Sowing and Reaping eBook

This eBook from the Gutenberg Project consists of approximately 101 pages of information about Sowing and Reaping.
none doubted the orthodoxy of her life.  Little children in darkened homes smiled as the sunlight of her presence came over their paths; reformed men looked upon her as a loving counsellor and faithful friend and sister; women wretched and sorrowful, dragged down from love and light, by the intemperance of their husbands, brought to her their heavy burdens, and by her sympathy and tender consideration she helped them bear them.  She was not rich in this world’s goods, but she was affluent in tenderness, sympathy, and love, and out of the fullness of her heart, she was a real minister of mercy among the poor and degraded.  Believing that the inner life developed the outer, she considered the poor, and strove to awaken within them self-reliance, and self-control, feeling that one of the surest ways to render people helpless or dangerous is to crush out their self-respect and self-reliance.  She thought it one of the greatest privileges of her life to be permitted to scatter flowers by the wayside of life.  Other women might write beautiful poems; she did more.  She made her life a thing of brightness and beauty.

* * * * *

“Do you think she will die?” said Belle Gordon, bending tenderly over a pale and fainting woman, whose face in spite of its attenuation showed traces of great beauty.

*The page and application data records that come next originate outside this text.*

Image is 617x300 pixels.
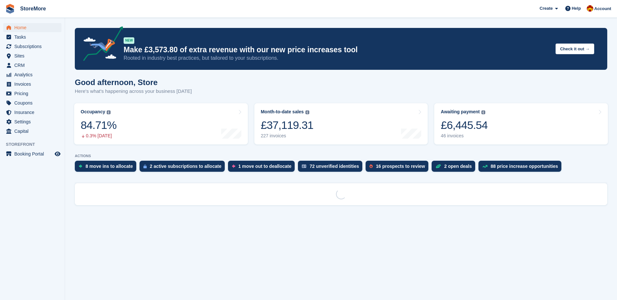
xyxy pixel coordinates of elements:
[3,51,61,60] a: menu
[75,78,192,87] h1: Good afternoon, Store
[3,42,61,51] a: menu
[124,55,550,62] p: Rooted in industry best practices, but tailored to your subscriptions.
[18,3,48,14] a: StoreMore
[150,164,221,169] div: 2 active subscriptions to allocate
[14,23,53,32] span: Home
[3,108,61,117] a: menu
[14,117,53,126] span: Settings
[79,165,82,168] img: move_ins_to_allocate_icon-fdf77a2bb77ea45bf5b3d319d69a93e2d87916cf1d5bf7949dd705db3b84f3ca.svg
[86,164,133,169] div: 8 move ins to allocate
[3,89,61,98] a: menu
[376,164,425,169] div: 16 prospects to review
[435,164,441,169] img: deal-1b604bf984904fb50ccaf53a9ad4b4a5d6e5aea283cecdc64d6e3604feb123c2.svg
[74,103,248,145] a: Occupancy 84.71% 0.3% [DATE]
[555,44,594,54] button: Check it out →
[75,161,139,175] a: 8 move ins to allocate
[441,119,487,132] div: £6,445.54
[441,109,480,115] div: Awaiting payment
[539,5,552,12] span: Create
[434,103,608,145] a: Awaiting payment £6,445.54 46 invoices
[5,4,15,14] img: stora-icon-8386f47178a22dfd0bd8f6a31ec36ba5ce8667c1dd55bd0f319d3a0aa187defe.svg
[3,61,61,70] a: menu
[14,33,53,42] span: Tasks
[78,26,123,63] img: price-adjustments-announcement-icon-8257ccfd72463d97f412b2fc003d46551f7dbcb40ab6d574587a9cd5c0d94...
[444,164,472,169] div: 2 open deals
[81,109,105,115] div: Occupancy
[81,133,116,139] div: 0.3% [DATE]
[254,103,428,145] a: Month-to-date sales £37,119.31 227 invoices
[14,150,53,159] span: Booking Portal
[482,165,487,168] img: price_increase_opportunities-93ffe204e8149a01c8c9dc8f82e8f89637d9d84a8eef4429ea346261dce0b2c0.svg
[261,133,313,139] div: 227 invoices
[365,161,431,175] a: 16 prospects to review
[3,99,61,108] a: menu
[238,164,291,169] div: 1 move out to deallocate
[431,161,478,175] a: 2 open deals
[14,70,53,79] span: Analytics
[143,165,147,169] img: active_subscription_to_allocate_icon-d502201f5373d7db506a760aba3b589e785aa758c864c3986d89f69b8ff3...
[310,164,359,169] div: 72 unverified identities
[14,99,53,108] span: Coupons
[481,111,485,114] img: icon-info-grey-7440780725fd019a000dd9b08b2336e03edf1995a4989e88bcd33f0948082b44.svg
[228,161,298,175] a: 1 move out to deallocate
[14,51,53,60] span: Sites
[232,165,235,168] img: move_outs_to_deallocate_icon-f764333ba52eb49d3ac5e1228854f67142a1ed5810a6f6cc68b1a99e826820c5.svg
[305,111,309,114] img: icon-info-grey-7440780725fd019a000dd9b08b2336e03edf1995a4989e88bcd33f0948082b44.svg
[124,45,550,55] p: Make £3,573.80 of extra revenue with our new price increases tool
[369,165,373,168] img: prospect-51fa495bee0391a8d652442698ab0144808aea92771e9ea1ae160a38d050c398.svg
[139,161,228,175] a: 2 active subscriptions to allocate
[261,119,313,132] div: £37,119.31
[54,150,61,158] a: Preview store
[3,23,61,32] a: menu
[3,117,61,126] a: menu
[587,5,593,12] img: Store More Team
[6,141,65,148] span: Storefront
[14,127,53,136] span: Capital
[3,150,61,159] a: menu
[3,33,61,42] a: menu
[298,161,365,175] a: 72 unverified identities
[261,109,304,115] div: Month-to-date sales
[14,42,53,51] span: Subscriptions
[3,127,61,136] a: menu
[75,154,607,158] p: ACTIONS
[302,165,306,168] img: verify_identity-adf6edd0f0f0b5bbfe63781bf79b02c33cf7c696d77639b501bdc392416b5a36.svg
[14,80,53,89] span: Invoices
[14,61,53,70] span: CRM
[441,133,487,139] div: 46 invoices
[594,6,611,12] span: Account
[572,5,581,12] span: Help
[124,37,134,44] div: NEW
[75,88,192,95] p: Here's what's happening across your business [DATE]
[491,164,558,169] div: 88 price increase opportunities
[3,80,61,89] a: menu
[107,111,111,114] img: icon-info-grey-7440780725fd019a000dd9b08b2336e03edf1995a4989e88bcd33f0948082b44.svg
[14,89,53,98] span: Pricing
[81,119,116,132] div: 84.71%
[3,70,61,79] a: menu
[478,161,564,175] a: 88 price increase opportunities
[14,108,53,117] span: Insurance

“Not if she is properly cared for; she has fainted from exhaustion brought on by overwork and want of proper food.”  Tears gathered in the eyes of Belle Gordon as she lifted the beautiful head upon her lap and chafed the pale hands to bring back warmth and circulation.

“Let her be removed to her home as soon as possible,” said the doctor.  “The air is too heavy and damp for her.”

“I wonder where she lives,” said Belle thoughtfully, scanning her face, as the features began to show[4] returning animation.

“Round the corner,” said an urchin, “she’s Joe Cough’s wife.  I seed her going down the street with a great big bundle, and Mam said, she looked like she was going to topple over.”

“Where is her husband?”

“I don’t know, I ’spec he’s down to Jim Green’s saloon.”

“What does he do?”

“He don’t do nothing, but Mam says she works awful hard.  Come this way,” said he with a quickness gathered by his constant contact with street life.

Up two flights of rickety stairs they carried the wasted form of Mary Gough, and laid her tenderly upon a clean but very poor bed.  In spite of her extreme poverty there was an air of neatness in the desolate room.  Belle looked around and found an old tea pot in which there were a few leaves.  There were some dry crusts in the cupboard, while two little children crouched by the embers in the grate, and cried for the mother.  Belle soon found a few coals in an old basin with which she replenished the fire, and covering up the sick woman as carefully as she could, stepped into the nearest grocery and replenished her basket with some of good the things of life.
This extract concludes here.